Susan Gelman
Susan A. Gelman (born July 24, 1957) is a Heinz Werner Distinguished University Professor of Psychology and Linguistics at the University of Michigan. Her research focuses on the topics of cognitive development, language acquisition, categorization, inductive reasoning, causal reasoning, and relationships between language and thought. Gelman subscribes to the domain specificity view of cognition, asserting that the mind is composed of specialized modules subserving specific cognitive functions.
Gelman was elected to the American Academy of Arts & Sciences in 2008 and the National Academy of Sciences in 2012. She was also formerly President of the Cognitive Development Society (2005-2007).
Her brother is the statistician Andrew Gelman at Columbia University.
Education and awards
Gelman received a B.A. in psychology and classical Greek from Oberlin College in 1980 and a Ph.D. in psychology with a minor in linguistics from Stanford University (advisor: Ellen Markman) in 1984, since which time she has been employed at University of Michigan.
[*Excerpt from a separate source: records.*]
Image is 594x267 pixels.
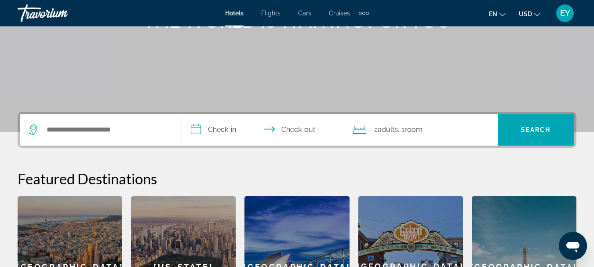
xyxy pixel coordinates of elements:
iframe: Button to launch messaging window [559,232,587,260]
span: 2 [374,123,398,136]
span: Search [521,126,551,133]
button: Extra navigation items [359,6,369,20]
button: Check in and out dates [182,114,344,145]
span: EY [560,9,570,18]
button: User Menu [553,4,576,22]
span: , 1 [398,123,422,136]
h2: Featured Destinations [18,170,576,187]
div: Search widget [20,114,574,145]
a: Travorium [18,2,105,25]
a: Cars [298,10,311,17]
span: en [489,11,497,18]
button: Search [498,114,574,145]
button: Change currency [519,7,540,20]
a: Cruises [329,10,350,17]
span: USD [519,11,532,18]
span: Adults [378,125,398,134]
button: Travelers: 2 adults, 0 children [344,114,498,145]
a: Flights [261,10,280,17]
a: Hotels [225,10,243,17]
button: Change language [489,7,505,20]
span: Room [404,125,422,134]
Her research has been recognized by numerous awards including a J. S. Guggenheim Fellowship (1996), the James McKeen Cattell Fund Fellowship (2007-2008), the Distinguished Scientific Award from the American Psychological Association for Early Career Contribution to Psychology (1991), the American Psychological Foundation Robert L. Fantz Award (1992), the Eleanor Maccoby Book Prize from Division 7 of the American Psychological Association (2005) for The Essential Child, the Developmental Psychology Mentor Award, Division 7, American Psychological Association (2012), and the G. Stanley Hall Award for Distinguished Contribution to Developmental Psychology, Division 7, American Psychological Association (2016).
she won awards in the US and Canada
Representative publications
- Gelman, S. A., Taylor, M G., and Nguyen, S. (2004). Mother-child conversations about gender: Understanding the acquisition of essentialist beliefs. Monographs of the Society for Research in Child Development. Volume 69, No. 1.
- Gelman, S. A. (2003). The essential child: Origins of essentialism in everyday thought. New York: Oxford University Press.
- Gelman, S. A., and Bloom, P. (2000). Young children are sensitive to how an object was created when deciding what to name it. Cognition, 76, 91-103.
- Gelman, S. A. (2000). The role of essentialism in children's concepts. In H. W. Reese (Ed.), Advances in child development and behavior, Vol. 27 (pp. 55–98). San Diego: Academic Press.
- Gelman, S. A., and Heyman, G. D. (1999). Carrot-eaters and creature-believers: The effects of lexicalization on children's inferences about social categories. Psychological Science, 10, 489-493.
References
External links
- Biography
- Susan Gelman's CV
- The Conceptual Development Lab at University of Michigan
- "The Development of Induction within Natural Kind and Artifact Categories". Cognitive Psychology. 20, 65-95.